Conservation-minded farmers like Tom Bauer recognize the benefits of crop rotation: Tom applies the practice to keep pests down without pesticides. But they understandably draw the line at encroaching on their crop base; rationally enough, they put economic survival ahead of conservation practices. Conservation correspondingly suffers. Many farmers with robust crop bases have given up crop rotation entirely.

If the independent farmer were on his way to extinction, then furthering the industrialization of farming with Federal subsidies to agribusiness might make sense. In fact, the 1980 census discovered only 7,140 corporate farms in the United States, only a small fraction of the nation's total. The rural depression of the Reagan years drove hundreds of thousands of farmers out of business, and about one-fourth of those left are in serious trouble today.

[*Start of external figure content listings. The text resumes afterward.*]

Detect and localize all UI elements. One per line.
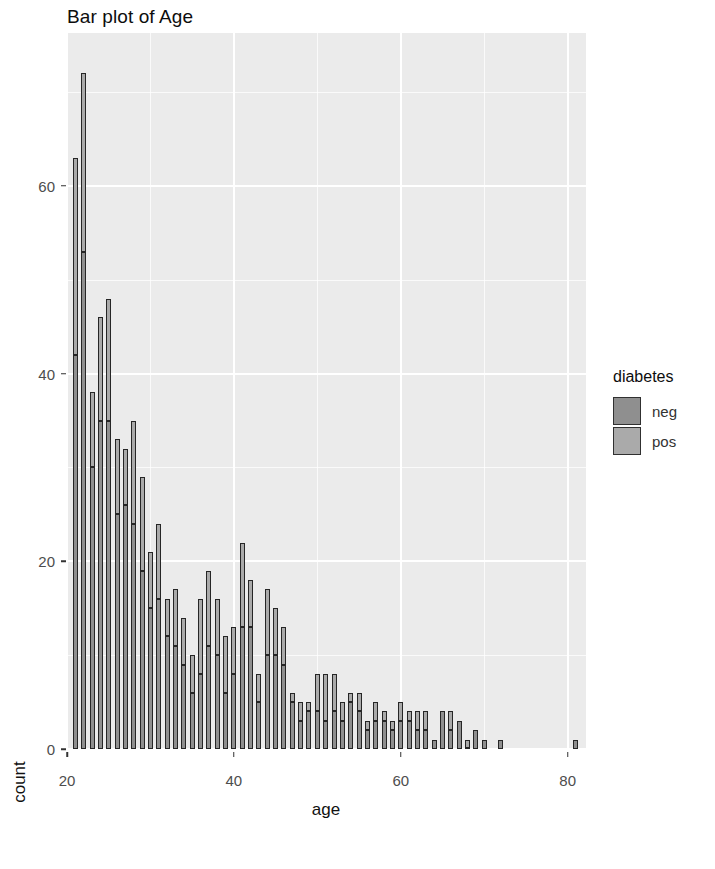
x-tick-mark (567, 752, 569, 757)
bar (273, 608, 278, 749)
bar-segment-pos (357, 693, 362, 712)
legend-item-pos[interactable]: pos (613, 426, 677, 456)
bar (465, 740, 470, 749)
bar-segment-pos (373, 702, 378, 721)
page-title: Bar plot of Age (67, 6, 193, 28)
bar-segment-neg (498, 740, 503, 749)
bar-segment-pos (423, 711, 428, 730)
legend-label: neg (652, 403, 677, 420)
bar-segment-pos (298, 702, 303, 721)
bar-segment-neg (298, 721, 303, 749)
bar-segment-neg (382, 721, 387, 749)
bar-segment-neg (90, 467, 95, 749)
bar-segment-neg (473, 730, 478, 749)
bar-segment-pos (140, 477, 145, 571)
y-tick-mark (61, 748, 66, 750)
y-tick-label: 0 (47, 741, 55, 758)
bar (190, 655, 195, 749)
y-tick-mark (61, 185, 66, 187)
bar (165, 599, 170, 749)
x-tick-label: 80 (559, 772, 576, 789)
bar-segment-neg (573, 740, 578, 749)
bar-segment-neg (432, 740, 437, 749)
bar-segment-pos (448, 711, 453, 730)
gridline-x-major (67, 33, 68, 749)
bar-segment-neg (181, 665, 186, 749)
bar (290, 693, 295, 749)
bar (423, 711, 428, 749)
bar-segment-pos (415, 711, 420, 730)
bar (248, 580, 253, 749)
bar-segment-pos (240, 543, 245, 627)
bar (123, 449, 128, 749)
bar-segment-pos (340, 702, 345, 721)
bar-segment-neg (223, 693, 228, 749)
bar-segment-pos (273, 608, 278, 655)
bar (365, 721, 370, 749)
bar-segment-pos (148, 552, 153, 608)
bar-segment-pos (365, 721, 370, 730)
y-tick-label: 60 (38, 177, 55, 194)
bar (223, 636, 228, 749)
bar (482, 740, 487, 749)
bar-segment-pos (98, 317, 103, 420)
bar-segment-neg (415, 730, 420, 749)
legend-label: pos (652, 433, 676, 450)
bar-segment-pos (165, 599, 170, 637)
bar (298, 702, 303, 749)
bar (398, 702, 403, 749)
bar-segment-neg (173, 646, 178, 749)
bar-segment-pos (223, 636, 228, 692)
bar-segment-neg (348, 702, 353, 749)
gridline-x-minor (317, 33, 318, 749)
legend-item-neg[interactable]: neg (613, 396, 677, 426)
x-tick-label: 40 (226, 772, 243, 789)
bar-segment-neg (165, 636, 170, 749)
x-tick-mark (400, 752, 402, 757)
gridline-y-minor (67, 467, 586, 468)
bar-segment-neg (398, 721, 403, 749)
bar-segment-neg (440, 711, 445, 749)
bar (240, 543, 245, 749)
bar-segment-pos (248, 580, 253, 627)
bar-segment-neg (106, 421, 111, 749)
gridline-y-minor (67, 92, 586, 93)
bar (206, 571, 211, 749)
bar (432, 740, 437, 749)
y-tick-label: 40 (38, 365, 55, 382)
y-axis-label: count (10, 761, 30, 803)
bar (382, 711, 387, 749)
bar (448, 711, 453, 749)
bar-segment-neg (73, 355, 78, 749)
bar-segment-neg (407, 721, 412, 749)
bar-segment-neg (273, 655, 278, 749)
bar (231, 627, 236, 749)
bar-segment-neg (256, 702, 261, 749)
bar (181, 618, 186, 749)
bar (315, 674, 320, 749)
bar (256, 674, 261, 749)
bar (281, 627, 286, 749)
x-tick-label: 60 (392, 772, 409, 789)
chart-figure: Bar plot of Age 020406020406080 count ag… (0, 0, 715, 869)
legend-items: negpos (613, 396, 677, 456)
legend: diabetes negpos (613, 368, 677, 456)
gridline-y-minor (67, 655, 586, 656)
bar-segment-pos (256, 674, 261, 702)
gridline-x-major (567, 33, 569, 749)
bar (98, 317, 103, 749)
plot-panel (67, 33, 586, 749)
bar-segment-pos (81, 73, 86, 251)
x-axis-label: age (312, 800, 340, 820)
bar-segment-neg (365, 730, 370, 749)
bar (332, 674, 337, 749)
bar-segment-pos (190, 655, 195, 693)
gridline-x-major (400, 33, 402, 749)
bar-segment-neg (206, 646, 211, 749)
bar-segment-neg (115, 514, 120, 749)
bar (440, 711, 445, 749)
x-tick-mark (66, 752, 68, 757)
bar-segment-pos (173, 589, 178, 645)
bar (498, 740, 503, 749)
gridline-y-major (67, 560, 586, 562)
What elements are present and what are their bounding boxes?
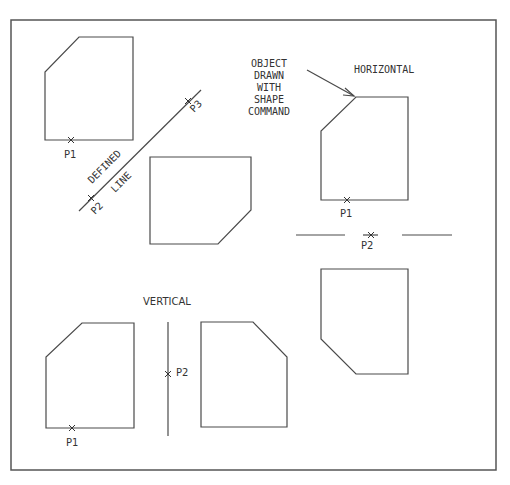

But the more numerous three-fourths are finding themselves in better shape than they have been for a decade, with a better debt-to-asset ratio than most industries.

A Federal farm program directed toward sustainable agriculture would limit production of surpluses, encourage soil and water conservation and begin moving farming toward less dependence on chemicals and more reliance on crop rotation, mechanical cultivation and biological controls. Such a program would help farmers make a living, as current programs do. But because a larger share of transfer payments would end up in farmers' pockets, it would cost less.

Subsidizing agribusiness makes little sense, especially when farmers have had to take the rap for the damage to natural resources that such subsidy promotes. Competitively, agriculture is one of the last world-class industries left in America. Tom Bauer and his neighbors will keep it that way organically if we let them.